There’s only one sin worse than the evil itself and that is indifference to that evil. Indifference is more insidious than the evil itself; more universal, more contagious, and more dangerous. Often we live such busy, exhausted lives that we have become indifferent to what is happening in the world, indifferent to the needs of another human being. Maybe our world view, even our church view, is so small that if something does not directly affect our lives or those we love then it is of no consequence to us. Sometimes the pain and fear in our lives causes us to be indifferent to those relationships that need forgiveness and reconciliation. Maybe you have become indifferent to yourself and can no longer see the original beauty with which God created you. Perhaps indifference has convinced you that your life is meaningless. Indifference comes in many different forms. It is always sneaky, often disguising itself as freedom or independence.

John’s cry of repentance is the call to turn away from our indifference to engage, at a life-changing level, the coming kingdom and the way that kingdom reorders our relationships and priorities. John’s words are words of interrogation. Do we care enough to change our lives and the world in which we live? Do we love enough to get angry about the suffering and plight of other human beings, even if we’ve never met them?

God does. That’s why divine wrath, axes, and fire are good news. God loves enough to get angry. The good news is that our God is not indifferent. God is not indifferent to creation. God is not indifferent to the evil and suffering in this world. God is not indifferent to God’s people. God is not indifferent to your life.

God’s concern and love for creation are the source of God’s anger. Anger is not the opposite of love. Indifference is the opposite of love. The last thing we need is more indifference. The last thing we need is to hear from another that our very existence is meaningless. And God forbid that we should ever say or act as if another’s very existence is of no consequence to us.

God’s anger is the rejection of indifference. God is paying attention and present in this world, in our lives. The anger of God is a form of God’s presence and love in this world. God’s anger is not offered as a punishment but as an encouragement to change, to turn our lives around. That can be frightening and even painful. But there is an agony even more excruciating. That is the agony of being forsaken, discarded, rejected, and abandoned. It is the agony of being the object of indifference.

God’s anger is never the goal. The goal of divine anger is not punishment and retribution. Divine anger is the means, the instrument. The goal is love and relationship. Divine anger recognizes and celebrates the existence, the sacredness, and the value of every human life.

Divine wrath is God’s expression of longing for us. It is God saying to you and me, “You are worthy of my time and attention. Your lives are worthy of being judged. I care and love you enough to get angry when you settle for less than I am giving you, when you accept being less than you are called to be.”

Wrath, fire, and axes are God’s calling us to turn away from, to repent of, our indifference.
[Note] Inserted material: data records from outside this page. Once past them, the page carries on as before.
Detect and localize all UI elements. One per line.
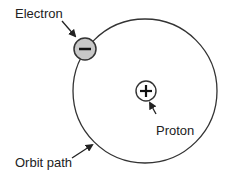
electron-label: Electron [15, 6, 63, 21]
orbit-label: Orbit path [15, 155, 72, 170]
proton-arrow-icon [150, 103, 156, 114]
proton-label: Proton [156, 123, 194, 138]
proton [136, 81, 156, 101]
atom-diagram: Electron Proton Orbit path [0, 0, 233, 179]
electron-arrow-icon [62, 21, 75, 36]
electron [74, 38, 96, 60]
orbit-arrow-icon [72, 145, 92, 158]
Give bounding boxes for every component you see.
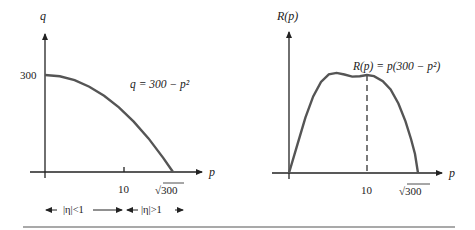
- right-x-tick-10: 10: [361, 184, 373, 196]
- right-y-axis-label: R(p): [276, 9, 298, 23]
- right-chart: R(p) p 10 √300 R(p) = p(300 − p²): [272, 9, 455, 197]
- left-x-tick-sqrt300: √300: [155, 184, 178, 196]
- left-y-axis-label: q: [40, 9, 46, 23]
- left-x-tick-10: 10: [118, 183, 130, 195]
- left-x-axis-label: p: [208, 165, 215, 179]
- inelastic-region-label: |η|<1: [63, 204, 84, 215]
- figure-canvas: q 300 p 10 √300 q = 300 − p² |η|<1 |η|>1…: [0, 0, 475, 230]
- left-chart: q 300 p 10 √300 q = 300 − p² |η|<1 |η|>1: [20, 9, 215, 215]
- right-x-axis-label: p: [448, 166, 455, 180]
- left-y-tick-300: 300: [20, 69, 37, 81]
- revenue-curve: [289, 73, 418, 173]
- elastic-region-label: |η|>1: [141, 204, 162, 215]
- revenue-curve-label: R(p) = p(300 − p²): [352, 60, 440, 73]
- right-x-tick-sqrt300: √300: [399, 185, 422, 197]
- elasticity-regions: |η|<1 |η|>1: [46, 204, 183, 215]
- demand-curve-label: q = 300 − p²: [130, 78, 190, 91]
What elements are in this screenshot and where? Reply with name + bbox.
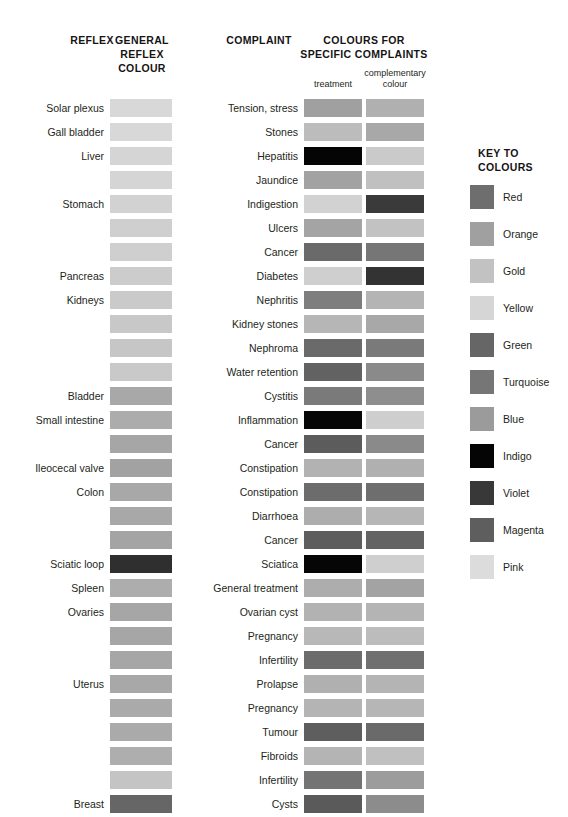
treatment-colour-swatch: [304, 603, 362, 621]
table-row: Ileocecal valveConstipation: [0, 459, 440, 477]
complaint-label: Indigestion: [178, 196, 298, 212]
table-row: Cancer: [0, 531, 440, 549]
complaint-label: Pregnancy: [178, 700, 298, 716]
reflex-label: Bladder: [0, 388, 104, 404]
complaint-label: Infertility: [178, 652, 298, 668]
complaint-label: Constipation: [178, 484, 298, 500]
general-reflex-colour-swatch: [110, 435, 172, 453]
complementary-colour-swatch: [366, 723, 424, 741]
complementary-colour-swatch: [366, 651, 424, 669]
treatment-colour-swatch: [304, 771, 362, 789]
general-reflex-colour-swatch: [110, 387, 172, 405]
general-reflex-colour-swatch: [110, 699, 172, 717]
legend-item: Green: [470, 333, 566, 357]
table-row: Pregnancy: [0, 627, 440, 645]
complementary-colour-swatch: [366, 147, 424, 165]
general-reflex-colour-swatch: [110, 531, 172, 549]
reflex-label: Sciatic loop: [0, 556, 104, 572]
complaint-label: Sciatica: [178, 556, 298, 572]
table-row: Fibroids: [0, 747, 440, 765]
general-reflex-colour-swatch: [110, 411, 172, 429]
complementary-colour-swatch: [366, 579, 424, 597]
complaint-label: Constipation: [178, 460, 298, 476]
table-row: BreastCysts: [0, 795, 440, 813]
table-row: Infertility: [0, 651, 440, 669]
complaint-label: Jaundice: [178, 172, 298, 188]
complaint-label: Nephroma: [178, 340, 298, 356]
complementary-colour-swatch: [366, 99, 424, 117]
complementary-colour-swatch: [366, 195, 424, 213]
table-row: Tumour: [0, 723, 440, 741]
general-reflex-colour-swatch: [110, 363, 172, 381]
general-reflex-colour-swatch: [110, 627, 172, 645]
treatment-colour-swatch: [304, 507, 362, 525]
general-reflex-colour-swatch: [110, 675, 172, 693]
reflex-label: Colon: [0, 484, 104, 500]
complementary-colour-swatch: [366, 291, 424, 309]
reflex-label: Liver: [0, 148, 104, 164]
table-row: Cancer: [0, 243, 440, 261]
table-row: Pregnancy: [0, 699, 440, 717]
general-reflex-colour-swatch: [110, 723, 172, 741]
table-row: Nephroma: [0, 339, 440, 357]
complementary-colour-swatch: [366, 771, 424, 789]
general-reflex-colour-swatch: [110, 771, 172, 789]
treatment-colour-swatch: [304, 291, 362, 309]
general-reflex-colour-swatch: [110, 123, 172, 141]
complaint-label: Prolapse: [178, 676, 298, 692]
general-reflex-colour-swatch: [110, 315, 172, 333]
treatment-colour-swatch: [304, 99, 362, 117]
legend-colour-swatch: [470, 444, 494, 468]
general-reflex-colour-swatch: [110, 579, 172, 597]
table-row: LiverHepatitis: [0, 147, 440, 165]
treatment-colour-swatch: [304, 795, 362, 813]
general-reflex-colour-swatch: [110, 219, 172, 237]
legend-item: Magenta: [470, 518, 566, 542]
complaint-label: General treatment: [178, 580, 298, 596]
legend-colour-swatch: [470, 296, 494, 320]
legend-colour-swatch: [470, 185, 494, 209]
reflex-label: Breast: [0, 796, 104, 812]
complaint-label: Fibroids: [178, 748, 298, 764]
general-reflex-colour-swatch: [110, 795, 172, 813]
table-row: SpleenGeneral treatment: [0, 579, 440, 597]
complaint-label: Ovarian cyst: [178, 604, 298, 620]
reflex-label: Stomach: [0, 196, 104, 212]
treatment-colour-swatch: [304, 123, 362, 141]
treatment-colour-swatch: [304, 267, 362, 285]
table-row: Kidney stones: [0, 315, 440, 333]
treatment-colour-swatch: [304, 555, 362, 573]
legend-colour-name: Magenta: [503, 522, 544, 538]
complementary-colour-swatch: [366, 435, 424, 453]
table-row: Diarrhoea: [0, 507, 440, 525]
complaint-label: Ulcers: [178, 220, 298, 236]
general-reflex-colour-swatch: [110, 243, 172, 261]
complaint-label: Kidney stones: [178, 316, 298, 332]
complaint-label: Stones: [178, 124, 298, 140]
complementary-colour-swatch: [366, 795, 424, 813]
legend-colour-name: Turquoise: [503, 374, 549, 390]
legend-item: Yellow: [470, 296, 566, 320]
legend-colour-swatch: [470, 370, 494, 394]
treatment-colour-swatch: [304, 651, 362, 669]
legend-colour-swatch: [470, 555, 494, 579]
reflex-label: Ileocecal valve: [0, 460, 104, 476]
complaint-label: Tension, stress: [178, 100, 298, 116]
legend-item: Pink: [470, 555, 566, 579]
complementary-colour-swatch: [366, 555, 424, 573]
treatment-colour-swatch: [304, 147, 362, 165]
treatment-colour-swatch: [304, 483, 362, 501]
complementary-colour-swatch: [366, 219, 424, 237]
treatment-colour-swatch: [304, 435, 362, 453]
legend-colour-name: Yellow: [503, 300, 533, 316]
general-reflex-colour-swatch: [110, 195, 172, 213]
complaint-label: Diabetes: [178, 268, 298, 284]
legend-colour-swatch: [470, 259, 494, 283]
legend-colour-name: Red: [503, 189, 522, 205]
legend-colour-name: Indigo: [503, 448, 532, 464]
table-row: Ulcers: [0, 219, 440, 237]
complementary-colour-swatch: [366, 243, 424, 261]
legend-colour-swatch: [470, 333, 494, 357]
general-reflex-colour-swatch: [110, 99, 172, 117]
legend-colour-name: Orange: [503, 226, 538, 242]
Where does indifference rule our lives? How have we become indifferent to ourselves, to others, even to God? In what ways does indifference deny you the Kingdom of Heaven?

Wrath, fire and axes are not about destruction or punishment. They are about life, love, and relationship. The unquenchable fire of God’s love burns away our indifference. The healing axe of God cuts away all indifference. The wrath of God reminds us that God cares and we matter.

To name the places and ways of our indifference is the beginning of repentance and the kingdom of Heaven has come just a bit nearer that it was before.

“Repent, for the kingdom of heaven has come near.”